I heard, a while ago, a good point regarding technology, development and more importantly the aspect of fuelling it all that you brought up.
Some people call this the oil age, it's in our cars, our materials, our machines. Big business, hinge of power etc etc. Two things:
*We do have oil for hundreds more years
*We're living in the oil age, but the stone age didn't end because they all ran out of stone. We just move on and find better, more sustainable ways of doing things ala bio-fuel, wind-farms, solar and all that other good stuff.
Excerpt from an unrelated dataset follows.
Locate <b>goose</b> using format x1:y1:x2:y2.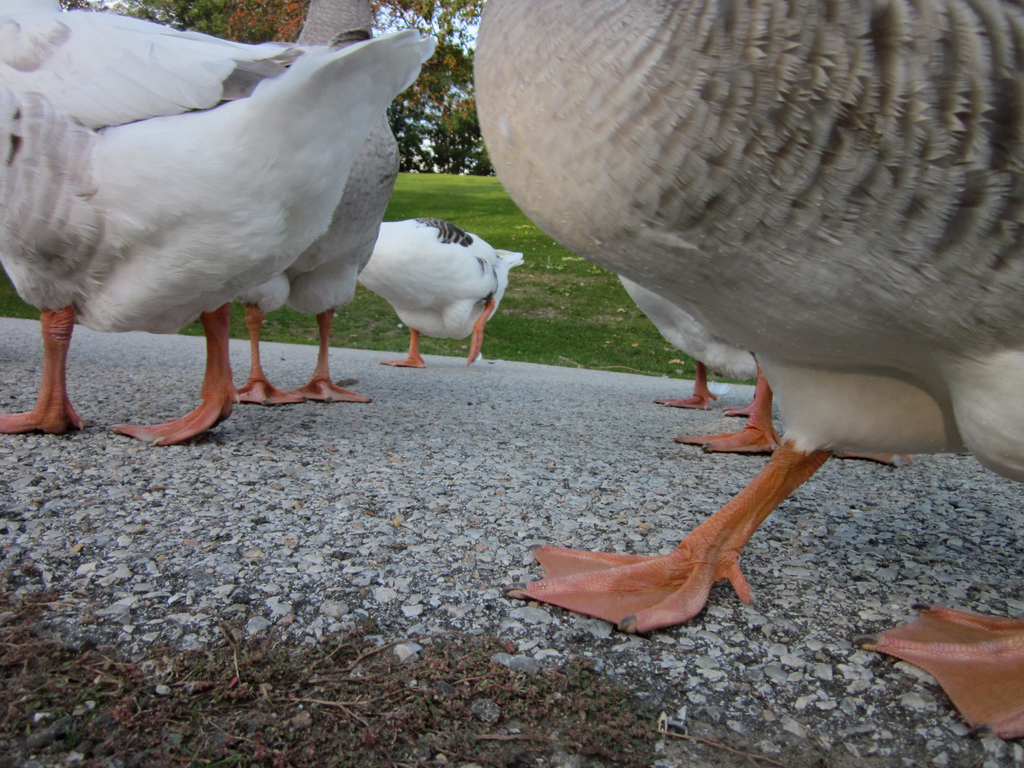
235:3:395:403.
I've often wondered if technology will ever reach a point where we look back at it all and say "Yup, we've literally perfected everything. Nothing ever breaks, noone's ever sick, all needs are covered..." and so on. Honestly, I feel that certain fields can reach that point without needing to fall into an endless, self-consuming cycle that eventually sucks us all in. ON thet tech side, look at firearms. Initially, proper guns were just cannons, then overtime those cannons became small cannons, and htose small cannons became smaller cannons, and those smaller cannons became so small a strong man could operate one on the move. Then eventually it all boiled down to the point where we had firearms that could fit in a man's hand. Now tell me, are modern pistols so small that you could accidentally swallow one? Of course not, that would be pointless. No, size-wise we got them down to a point that worked, and since then all they've had to do is focus on things like accuracy, power, clip-size etc. Hell, look at the AK-47. Made over 60 years ago and still widely used today.
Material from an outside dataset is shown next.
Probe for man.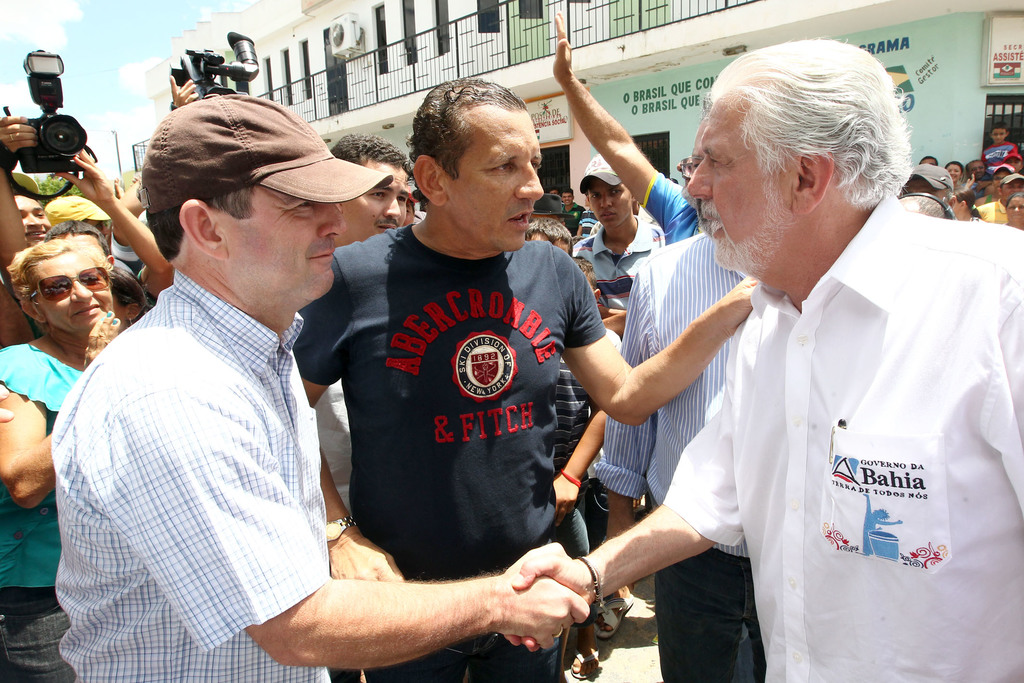
Probe result: [x1=291, y1=70, x2=764, y2=682].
Furthermore, there comes a point when certain people just don't
want more advanced technology. If you go judging the human race by the kind of shallow, tech-savvy gadget geeks of the world then of course that would culminate in a never-ending cycle of advancement for the sake of advancement. However, if we're going to do that then we might as well judge it all by those
wandering Bakhtiari people in The Ascent Of Man, still just roaming the countryside with their simple little tools, their livestock, the clothes on their back.